Reputation: 509
I have a method that is supposed to return an Long.
But I get an error :
**type mismatch; found : Long required: Int**
Here is the method:
def getRandom_IMEI(from : Long,to : Long) : Long = {
if (from < to)
return from + new scala.util.Random().nextInt(Math.abs(to - from));
return from - new scala.util.Random().nextInt(Math.abs(to - from));
}
and when I make a call to this method like this :
def IMEI() : String ={
var str: String =""
var rand:Long = 0
rand = functest.getRandom_IMEI(350000000000000,355000000000000) //error
str=rand.toString()
return str
}
I have this error:
Multiple markers at this line:
◾integer number too large
◾integer number too large
Upvotes: 4
Views: 3573
Reputation: 33387
With out being sure what your goal is, my eye catch following things.
As you write, error with the following line:
rand = functest.getRandom_IMEI(350000000000000,355000000000000) //error
you need to make it long by adding L
at the end of Long number.
rand = functest.getRandom_IMEI(350000000000000L,355000000000000L)
But you still can clean your IMEI()
method so it looks like this, there is no need to var
and you do not need to declare str
since your are returning string:
def IMEI(): String = {
val rand = getRandom_IMEI(355000000000000L, 350000000000000L)
rand.toString
}
Note: long type is specified by appending L or l suffix to the litera (link)
the other thing is your getRandom_IMEI
did not work for me as well, I did some thing simple like:
def getRandom_IMEI(from: Long, to: Long): Long = {
if (from < to) {
from + new scala.util.Random(to - from).nextLong()
} else {
from - new scala.util.Random(to - from).nextLong()
}
}
Since I am do not know your final goal, but you can also use nextInt()
instead of .nextLong()
. But perhaps so you have a working code and you can do it your way. I have tested and works.
;
like Javastr
Upvotes: 1
Reputation: 1210
You have several issues, one is with your Long literals. the Random.nextInt method expects an Int argument, but to and from are Long and so is their absolute difference. If you happen to know the difference will fit in an Int you can force the result into an Int with an explicit conversion.
When you just type a number in code it is interpreted as an Int but the numbers in your code are too large to be an Int therefor you must put an "L" suffix on each number (lowercase l works as well).
As a side note multiple return statements are considered bad form, and are unnecessary. I would remove both return statements and add an else In the second method you can get rid of the last return statement and also the val assignment.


■ **Directions for this task**
Every line below should be copied exactly; drop the pictures.

** Given entries follows **

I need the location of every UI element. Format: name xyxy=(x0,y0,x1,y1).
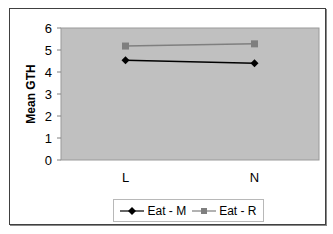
legend-label: Eat - R xyxy=(219,204,256,218)
square-marker-icon xyxy=(192,206,216,216)
x-axis: LN xyxy=(122,170,259,185)
square-marker-icon xyxy=(122,43,129,50)
x-tick-label: N xyxy=(250,170,259,185)
legend: Eat - M Eat - R xyxy=(113,199,264,222)
y-tick-label: 3 xyxy=(45,87,52,102)
plot-area xyxy=(61,28,319,160)
y-tick-label: 0 xyxy=(45,153,52,168)
y-axis: 0123456 xyxy=(45,21,61,168)
x-tick-label: L xyxy=(122,170,129,185)
legend-label: Eat - M xyxy=(147,204,186,218)
y-axis-label: Mean GTH xyxy=(24,64,38,123)
y-tick-label: 2 xyxy=(45,109,52,124)
y-tick-label: 4 xyxy=(45,65,52,80)
legend-item-eat-r: Eat - R xyxy=(192,204,256,218)
diamond-marker-icon xyxy=(120,206,144,216)
y-tick-label: 1 xyxy=(45,131,52,146)
y-tick-label: 5 xyxy=(45,43,52,58)
y-tick-label: 6 xyxy=(45,21,52,36)
square-marker-icon xyxy=(251,40,258,47)
legend-item-eat-m: Eat - M xyxy=(120,204,186,218)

** End of Given entries **

■ **Answer box**
I need the location of every UI element. Format: name xyxy=(x0,y0,x1,y1).
legend-label: Eat - R xyxy=(219,204,256,218)
square-marker-icon xyxy=(192,206,216,216)
x-axis: LN xyxy=(122,170,259,185)
square-marker-icon xyxy=(122,43,129,50)
x-tick-label: N xyxy=(250,170,259,185)
legend: Eat - M Eat - R xyxy=(113,199,264,222)
y-tick-label: 3 xyxy=(45,87,52,102)
plot-area xyxy=(61,28,319,160)
y-tick-label: 0 xyxy=(45,153,52,168)
y-axis: 0123456 xyxy=(45,21,61,168)
x-tick-label: L xyxy=(122,170,129,185)
legend-label: Eat - M xyxy=(147,204,186,218)
y-axis-label: Mean GTH xyxy=(24,64,38,123)
y-tick-label: 2 xyxy=(45,109,52,124)
y-tick-label: 4 xyxy=(45,65,52,80)
legend-item-eat-r: Eat - R xyxy=(192,204,256,218)
diamond-marker-icon xyxy=(120,206,144,216)
y-tick-label: 1 xyxy=(45,131,52,146)
y-tick-label: 5 xyxy=(45,43,52,58)
y-tick-label: 6 xyxy=(45,21,52,36)
square-marker-icon xyxy=(251,40,258,47)
legend-item-eat-m: Eat - M xyxy=(120,204,186,218)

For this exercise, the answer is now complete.